Where did your journey with astrology begin? What has astrology taught you about yourself, and how does the night sky inspire you? Shop collection.
No Comments. Post a Comment Cancel Reply. Not so. A recent study by Mareike Wieth and Rose Zacks suggests that innovation and creativity are greatest when we are not at our best, at least with respect to our circadian rhythms. Circadian rhythms drive daily fluctuations in many physiological processes like alertness, heart rate and body temperature.
Recent research indicates that these rhythms affect our intellectual functioning too. Numerous studies have demonstrated that our best performance on challenging, attention-demanding tasks - like studying in the midst of distraction - occurs at our peak time of day. When we operate at our optimal time of day, we filter out the distractions in our world and get down to business.
In a study I conducted, for example, participants were given three related cue words e. When misleading distractors were presented with the cue words e. Those tested at peak times were not affected by the distraction. In this and related studies, peak-time benefits are most robust when distraction would disrupt our thought processes and cause errors.
But distraction is not all bad, and Wieth and Zacks have demonstrated that we can use our increased susceptibility to distraction at off-peak times to our advantage. That makes it much easier for the neocortex to pull out common themes. The other phase of sleep—REM, which stands for rapid eye movement—is very different. That Greek chorus of neurons that sang so synchronously during non-REM sleep descends into a cacophonous din, as various parts of the neocortex become activated, seemingly at random.

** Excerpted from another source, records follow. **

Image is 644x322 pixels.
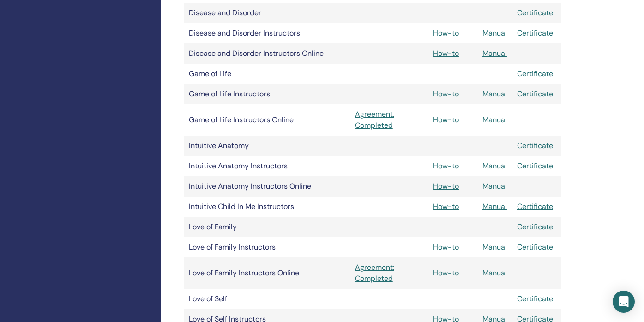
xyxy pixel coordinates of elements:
[184,3,350,23] td: Disease and Disorder
[184,23,350,43] td: Disease and Disorder Instructors
[613,290,635,313] div: Open Intercom Messenger
[184,176,350,196] td: Intuitive Anatomy Instructors Online
[483,161,507,170] a: Manual
[184,84,350,104] td: Game of Life Instructors
[517,294,553,304] a: Certificate
[433,48,459,58] a: How-to
[517,8,553,17] a: Certificate
[517,242,553,252] a: Certificate
[517,141,553,151] a: Certificate
[483,115,507,125] a: Manual
[433,89,459,98] a: How-to
[184,217,350,237] td: Love of Family
[483,268,507,278] a: Manual
[517,28,553,38] a: Certificate
[517,69,553,79] a: Certificate
[483,202,507,211] a: Manual
[184,64,350,84] td: Game of Life
[433,115,459,125] a: How-to
[355,109,424,131] a: Agreement: Completed
[433,181,459,191] a: How-to
[433,242,459,252] a: How-to
[517,161,553,170] a: Certificate
[184,196,350,217] td: Intuitive Child In Me Instructors
[483,242,507,252] a: Manual
[184,104,350,136] td: Game of Life Instructors Online
[433,161,459,170] a: How-to
[184,289,350,309] td: Love of Self
[433,202,459,211] a: How-to
[433,268,459,278] a: How-to
[184,257,350,289] td: Love of Family Instructors Online
[517,89,553,98] a: Certificate
[355,262,424,284] a: Agreement: Completed
[517,202,553,211] a: Certificate
[483,48,507,58] a: Manual
[483,181,507,191] a: Manual
[483,28,507,38] a: Manual
[184,43,350,64] td: Disease and Disorder Instructors Online
[184,237,350,257] td: Love of Family Instructors
[483,89,507,98] a: Manual
[184,156,350,176] td: Intuitive Anatomy Instructors
[184,136,350,156] td: Intuitive Anatomy
[433,28,459,38] a: How-to
[517,222,553,232] a: Certificate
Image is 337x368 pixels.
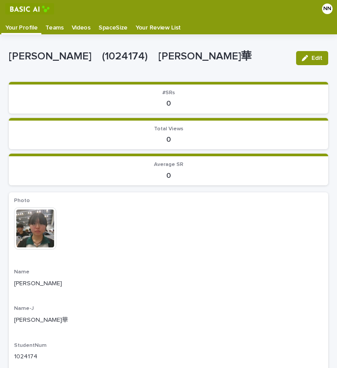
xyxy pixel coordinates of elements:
[41,18,67,34] a: Teams
[154,162,184,167] span: Average SR
[72,18,91,32] p: Videos
[312,55,323,61] span: Edit
[95,18,132,34] a: SpaceSize
[14,279,323,288] p: [PERSON_NAME]
[14,99,323,108] p: 0
[322,4,333,14] div: NN
[132,18,185,34] a: Your Review List
[68,18,95,34] a: Videos
[45,18,63,32] p: Teams
[14,352,323,361] p: 1024174
[5,18,37,32] p: Your Profile
[14,269,29,275] span: Name
[154,126,184,132] span: Total Views
[296,51,328,65] button: Edit
[14,172,323,180] p: 0
[9,50,289,63] p: [PERSON_NAME] (1024174) [PERSON_NAME]華
[14,136,323,144] p: 0
[99,18,128,32] p: SpaceSize
[14,343,47,348] span: StudentNum
[5,3,54,15] img: RtIB8pj2QQiOZo6waziI
[162,90,175,96] span: #SRs
[14,306,34,311] span: Name-J
[14,316,323,325] p: [PERSON_NAME]華
[136,18,181,32] p: Your Review List
[14,198,30,203] span: Photo
[1,18,41,33] a: Your Profile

Meanwhile, a chemical called acetylcholine—the same one that Loewi identified in his sleep-inspired work—floods the brain, disrupting the connection between the hippocampus and the neocortex, and placing both in an especially flexible state, where connections between neurons can be more easily formed, strengthened, or weakened.
These traits, Lewis suggests, allow the neocortex to unconsciously search for similarities between seemingly unrelated concepts like, say, the way the planets revolve around the sun and the way electrons orbit the nucleus of an atom.

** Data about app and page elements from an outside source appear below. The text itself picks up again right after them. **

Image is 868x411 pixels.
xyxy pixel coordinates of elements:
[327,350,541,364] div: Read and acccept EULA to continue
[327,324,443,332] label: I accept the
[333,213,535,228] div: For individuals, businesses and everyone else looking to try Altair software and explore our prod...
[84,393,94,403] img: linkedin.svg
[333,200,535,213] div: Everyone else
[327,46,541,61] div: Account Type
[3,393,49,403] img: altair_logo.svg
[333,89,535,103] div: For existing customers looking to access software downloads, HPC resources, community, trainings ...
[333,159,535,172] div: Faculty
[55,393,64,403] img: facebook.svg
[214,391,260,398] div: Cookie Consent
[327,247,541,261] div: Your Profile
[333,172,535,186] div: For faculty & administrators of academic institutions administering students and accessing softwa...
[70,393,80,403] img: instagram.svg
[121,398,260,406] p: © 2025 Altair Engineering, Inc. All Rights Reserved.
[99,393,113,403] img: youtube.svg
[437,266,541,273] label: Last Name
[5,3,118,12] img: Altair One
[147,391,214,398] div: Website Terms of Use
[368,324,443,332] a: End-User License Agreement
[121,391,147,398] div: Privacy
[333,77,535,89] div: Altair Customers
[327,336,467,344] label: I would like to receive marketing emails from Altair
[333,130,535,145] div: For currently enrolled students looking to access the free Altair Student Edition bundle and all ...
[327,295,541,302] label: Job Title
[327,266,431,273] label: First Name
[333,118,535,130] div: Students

When you wake up the next day, that slight strengthening might allow you to see what you were working on in a slightly different way. That might just allow you to crack the problem.

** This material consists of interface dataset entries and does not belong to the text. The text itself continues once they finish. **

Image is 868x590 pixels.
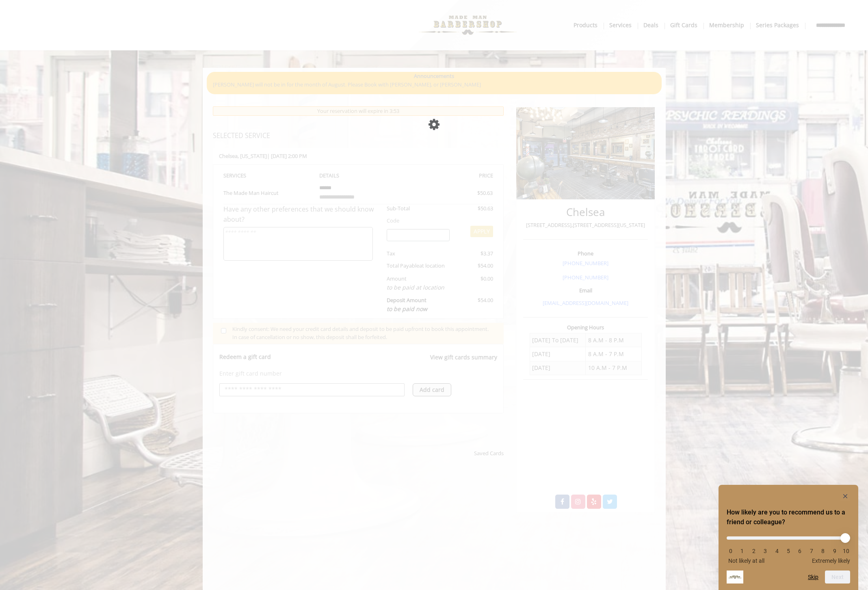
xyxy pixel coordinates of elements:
[728,557,765,564] span: Not likely at all
[840,492,850,501] button: Hide survey
[727,531,850,564] div: How likely are you to recommend us to a friend or colleague? Select an option from 0 to 10, with ...
[727,492,850,583] div: How likely are you to recommend us to a friend or colleague? Select an option from 0 to 10, with ...
[831,548,839,554] li: 9
[750,548,758,554] li: 2
[796,548,804,554] li: 6
[727,508,850,527] h2: How likely are you to recommend us to a friend or colleague? Select an option from 0 to 10, with ...
[738,548,746,554] li: 1
[727,548,735,554] li: 0
[842,548,850,554] li: 10
[784,548,792,554] li: 5
[825,570,850,583] button: Next question
[808,548,816,554] li: 7
[762,548,770,554] li: 3
[773,548,781,554] li: 4
[812,557,850,564] span: Extremely likely
[819,548,827,554] li: 8
[808,574,818,580] button: Skip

Crucially, they build on one another. Dan Gartenberg. There's nothing quite like a good night's sleep. What if technology could help us get more out of it? Dan Gartenberg is working on tech that stimulates deep sleep, the most regenerative stage which among other wonderful things might help us consolidate our memories and form our personalities.
Find out more about how playing sounds that mirror brain waves during this stage might lead to deeper sleep -- and its potential benefits on our health, memory and ability to learn. Russell Foster.